In this code snippet, we define an AWS Elastic Beanstalk application and environment using Terraform. The aws_elastic_beanstalk_application resource represents the application, while the aws_elastic_beanstalk_environment resource defines the environment where the application will be deployed. The output block allows us to capture and display the environment’s URL.

Integrating with a CI/CD Pipeline:

In this GitLab CI/CD pipeline configuration file, we define two stages: build and deploy. The terraform job is responsible for the build stage. It uses the hashicorp/terraform Docker image to execute Terraform commands. The script includes initializing Terraform, validating the configuration, and generating an execution plan. The plan is saved as an artifact (tfplan) to be used in the next stage.

The deploy job handles the deploy stage. It also uses the hashicorp/terraform Docker image and executes the terraform apply command with the tfplan file generated in the previous stage. The -auto-approve flag ensures non-interactive execution.

By integrating this Terraform code and the CI/CD pipeline configuration file into your GitLab repository, you can automate the provisioning and deployment of your infrastructure. The pipeline will execute the Terraform commands, validate the configuration, and apply the changes when triggered by a push or merge request.

Conclusion:

Integrating Terraform with CI/CD pipelines enables you to achieve continuous integration and deployment for your infrastructure. By treating infrastructure as code and automating the provisioning process, you can ensure consistency, reduce manual errors, and accelerate the deployment of changes.
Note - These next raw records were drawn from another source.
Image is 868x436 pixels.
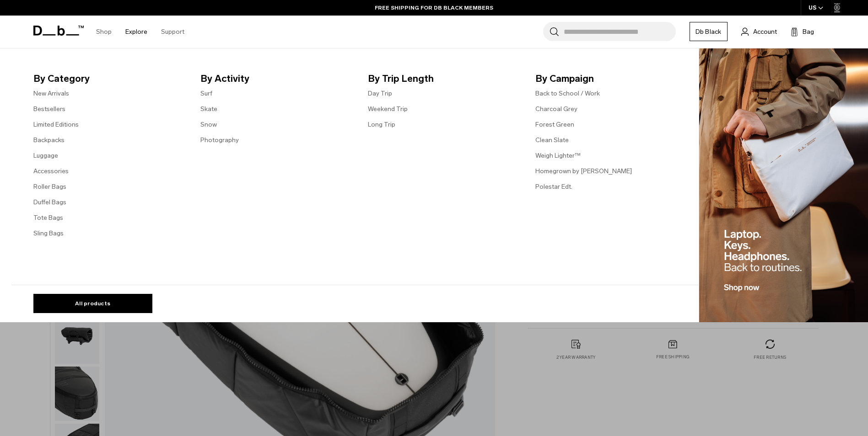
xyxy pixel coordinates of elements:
a: Charcoal Grey [535,104,577,114]
a: Forest Green [535,120,574,129]
a: Homegrown by [PERSON_NAME] [535,166,632,176]
a: Polestar Edt. [535,182,572,192]
span: By Activity [200,71,353,86]
a: Bestsellers [34,104,65,114]
a: Explore [125,15,147,48]
a: Long Trip [368,120,395,129]
a: Roller Bags [34,182,67,192]
img: Db [699,48,868,322]
a: Support [161,15,185,48]
span: Bag [803,27,814,37]
a: Db Black [690,22,727,41]
a: Weekend Trip [368,104,408,114]
nav: Main Navigation [89,15,191,48]
a: Tote Bags [34,213,63,222]
a: Surf [200,89,212,98]
a: Account [741,26,777,37]
a: Backpacks [34,136,65,145]
span: Account [753,27,777,37]
a: Luggage [34,151,58,161]
a: Weigh Lighter™ [535,151,581,161]
a: Day Trip [368,89,392,98]
a: FREE SHIPPING FOR DB BLACK MEMBERS [375,4,493,12]
a: Back to School / Work [535,89,600,98]
button: Bag [790,26,814,37]
a: New Arrivals [34,89,69,98]
a: Snow [200,120,217,129]
a: Shop [96,15,112,48]
a: All products [34,294,152,313]
span: By Trip Length [368,71,521,86]
span: By Campaign [535,71,688,86]
a: Duffel Bags [34,197,67,207]
a: Skate [200,104,217,114]
a: Photography [200,136,239,145]
a: Sling Bags [34,228,64,238]
a: Accessories [34,166,68,176]
a: Limited Editions [34,120,79,129]
span: By Category [34,71,186,86]
a: Clean Slate [535,136,568,145]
In this blog post, we explored the benefits of CI/CD with Terraform and provided an example Terraform code snippet for provisioning an AWS Elastic Beanstalk application. We also demonstrated how to integrate the Terraform code with a GitLab CI/CD pipeline, automating the infrastructure deployment process.
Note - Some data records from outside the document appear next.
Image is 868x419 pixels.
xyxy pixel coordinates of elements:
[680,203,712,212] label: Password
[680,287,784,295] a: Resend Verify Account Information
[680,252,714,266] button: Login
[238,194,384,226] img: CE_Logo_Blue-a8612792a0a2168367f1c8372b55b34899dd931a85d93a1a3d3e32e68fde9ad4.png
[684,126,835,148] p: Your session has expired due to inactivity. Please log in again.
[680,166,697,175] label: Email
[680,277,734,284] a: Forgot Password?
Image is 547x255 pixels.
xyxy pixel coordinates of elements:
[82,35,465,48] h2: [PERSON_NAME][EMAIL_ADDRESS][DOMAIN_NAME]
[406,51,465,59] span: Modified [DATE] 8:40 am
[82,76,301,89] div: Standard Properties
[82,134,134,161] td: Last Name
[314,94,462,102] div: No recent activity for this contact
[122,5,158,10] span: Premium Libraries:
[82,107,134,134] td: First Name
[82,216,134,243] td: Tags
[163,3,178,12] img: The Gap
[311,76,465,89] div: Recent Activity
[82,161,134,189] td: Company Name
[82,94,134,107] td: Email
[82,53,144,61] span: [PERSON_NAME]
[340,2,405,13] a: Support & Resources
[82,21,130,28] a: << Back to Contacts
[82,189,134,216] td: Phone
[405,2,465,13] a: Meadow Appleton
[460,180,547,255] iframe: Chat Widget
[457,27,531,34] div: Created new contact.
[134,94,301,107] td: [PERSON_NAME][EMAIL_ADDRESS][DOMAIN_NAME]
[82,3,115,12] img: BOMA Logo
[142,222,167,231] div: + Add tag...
By leveraging the power of Terraform and CI/CD pipelines, you can establish an efficient and reliable workflow for managing your infrastructure changes. This approach promotes collaboration, reduces deployment time, and increases the overall quality of your infrastructure.
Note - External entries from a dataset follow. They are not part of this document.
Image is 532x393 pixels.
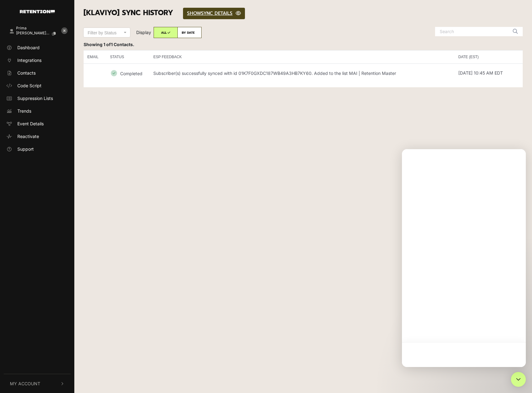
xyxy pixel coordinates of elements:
[17,108,31,114] span: Trends
[83,50,106,64] th: EMAIL
[4,23,58,40] a: Prima [PERSON_NAME][EMAIL_ADDRESS]
[17,146,34,152] span: Support
[4,43,71,53] a: Dashboard
[4,119,71,129] a: Event Details
[17,70,36,76] span: Contacts
[136,30,151,35] span: Display
[4,80,71,91] a: Code Script
[402,149,526,367] iframe: Intercom live chat
[83,7,173,18] span: [Klaviyo] SYNC HISTORY
[17,83,41,89] span: Code Script
[455,64,522,83] td: [DATE] 10:45 AM EDT
[178,27,202,38] label: BY DATE
[4,131,71,142] a: Reactivate
[183,7,245,19] a: SHOWSYNC DETAILS
[4,93,71,104] a: Suppression Lists
[17,44,40,51] span: Dashboard
[111,42,134,47] span: 1 Contacts.
[88,31,116,35] span: Filter by Status
[17,57,41,64] span: Integrations
[20,10,55,14] img: Retention.com
[16,26,61,31] div: Prima
[187,10,201,17] span: SHOW
[455,50,522,64] th: DATE (EST)
[83,42,134,47] strong: Showing 1 of
[4,68,71,78] a: Contacts
[106,50,150,64] th: STATUS
[154,27,178,38] label: ALL
[4,55,71,65] a: Integrations
[153,71,396,76] p: Subscriber(s) successfully synced with id 01K7F0GXDC187WB49A3HB7KY60. Added to the list MAI | Ret...
[10,381,40,387] span: My Account
[4,374,71,393] button: My Account
[435,27,510,36] input: Search
[4,106,71,116] a: Trends
[16,31,50,35] span: [PERSON_NAME][EMAIL_ADDRESS]
[17,133,39,140] span: Reactivate
[17,121,44,127] span: Event Details
[511,372,526,387] div: Open Intercom Messenger
[120,71,142,76] small: Completed
[17,95,53,102] span: Suppression Lists
[4,144,71,154] a: Support
[150,50,455,64] th: ESP FEEDBACK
So why not start integrating Terraform into your CI/CD pipelines today and experience the benefits of automating your infrastructure deployment process? Happy automating!

Rahul Miglani

Rahul Miglani

Rahul Miglani is Vice President at NashTech and Heads the DevOps Competency and also Heads the Cloud Engineering Practice. He is a DevOps evangelist with a keen focus to build deep relationships with senior technical individuals as well as pre-sales from customers all over the globe to enable them to be DevOps and cloud advocates and help them achieve their automation journey. He also acts as a technical liaison between customers, service engineering teams, and the DevOps community as a whole. Rahul works with customers with the goal of making them solid references on the Cloud container services platforms and also participates as a thought leader in the docker, Kubernetes, container, cloud, and DevOps community. His proficiency includes rich experience in highly optimized, highly available architectural decision-making with an inclination towards logging, monitoring, security, governance, and visualization.